BIOGRAPHY
Luce Stewart (b.1998, London) is a non-binary writer and interdisciplinary artist currently studying at the Slade School of Fine Art, UCL. Text forms the backbone of Stewart’s practice, tying together interests in video, drawing, printing, oil pastels, sculpture, performance and installation in a cyclical approach inspired by their own displacement, as well as self-generated theory.
Stewart publishes work under the artist name ‘Poor Mother’, a performative drag persona created to explore gender dysphoria during their foundation year. Since then, Poor Mother has evolved into a vehicle for Stewart to confront the intricacies of their identity under the veil of character, touching on themes of mental health, disability, gender, nostalgia and othering.
Veiling personal realities under external fantasies is a common thread woven into Stewart’s work. Their writing occupies a liminal cross-section of autobiographical fiction and poetic prose, outwardly throwing focus from context to content, then back again. Oxymoronic combinations continue to surface throughout: humorous distress, surreal relatability, cold eroticisms and heartfelt discomfort reign free.
Poor Mother has shown work at Wusan Art Museum, The Crypt St Pancras, Tramshed Woolwich, The Bloomsbury Theatre and The Bluecoat, Liverpool. A list of their selected exhibitions, performances, residencies and awards can be found here.
STATEMENT
“My practice is an arachnid of vocabulary, spanning collective webs of text and image in multidisciplinary weaving. The core of all projects is a language-absorbed abdomen, from which sprout legs invested in drawing, oil pastels, ceramics, video, performance, print, philosophy and installation.
Keeping all ventures connected (in deliberate tenderness) are webs of personal context and intimate experience. These are retained within text, but are inflamed in their relation to visceral texture and visual grotesqueness. Recurrent depictions of babies, frogs, ribs and recognisable nostalgia elicit birth and beginning, but become sticky with transitional liminality and surreal relatability in their affiliation to myself.
After all, this web is my identity – my autobiography. Veiled under humour and pseudo-academic theory are truth-traps to catch viewers and immerse them in the personal.
What does it mean to be human? Ask an artist.
What does it mean to be othered? Ask a spider.”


Task —
Searching the material below, find each line that includes the word "elevation", and copy it.

Data provided —
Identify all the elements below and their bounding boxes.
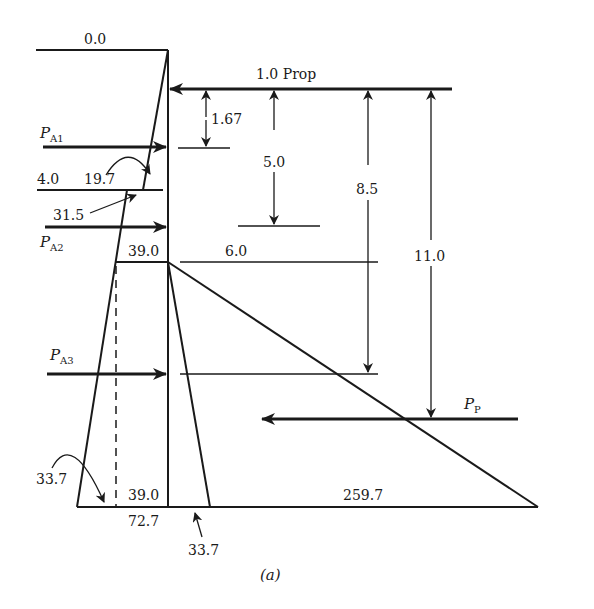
pressure-33-7-right-label: 33.7: [188, 542, 219, 558]
pressure-33-7-left-label: 33.7: [36, 471, 67, 487]
pa1-label: PA1: [39, 124, 64, 144]
dim-1-67-label: 1.67: [211, 111, 242, 127]
pp-label: PP: [463, 395, 481, 415]
active-pressure-lower: [77, 190, 127, 507]
pressure-39-0-base-label: 39.0: [128, 487, 159, 503]
prop-label: 1.0 Prop: [256, 66, 316, 82]
pressure-39-0-dredge-label: 39.0: [128, 243, 159, 259]
passive-pressure-line: [168, 262, 538, 507]
callout-31-5-arrow: [90, 195, 136, 213]
dim-8-5-label: 8.5: [356, 181, 378, 197]
figure-caption: (a): [260, 566, 281, 584]
elevation-top-label: 0.0: [84, 31, 106, 47]
pa2-label: PA2: [39, 233, 64, 253]
net-active-pressure-line: [168, 262, 210, 507]
dim-6-0-label: 6.0: [225, 243, 247, 259]
pressure-31-5-label: 31.5: [53, 207, 84, 223]
pressure-259-7-label: 259.7: [343, 487, 383, 503]
pressure-72-7-label: 72.7: [128, 513, 159, 529]
reference-lines: [178, 148, 378, 374]
dim-5-0-label: 5.0: [263, 154, 285, 170]
pa3-label: PA3: [49, 346, 74, 366]
elevation-layer-label: 4.0: [37, 171, 59, 187]
callout-33-7-right-arrow: [195, 513, 202, 537]
dim-11-0-label: 11.0: [414, 248, 445, 264]
pressure-19-7-label: 19.7: [84, 171, 115, 187]
sheet-pile-pressure-diagram: 0.0 1.0 Prop PA1 PA2 PA3 PP 4.0 19.7 31.…: [0, 0, 594, 609]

Solution for this task —
elevation-top-label: 0.0: [84, 31, 106, 47]
elevation-layer-label: 4.0: [37, 171, 59, 187]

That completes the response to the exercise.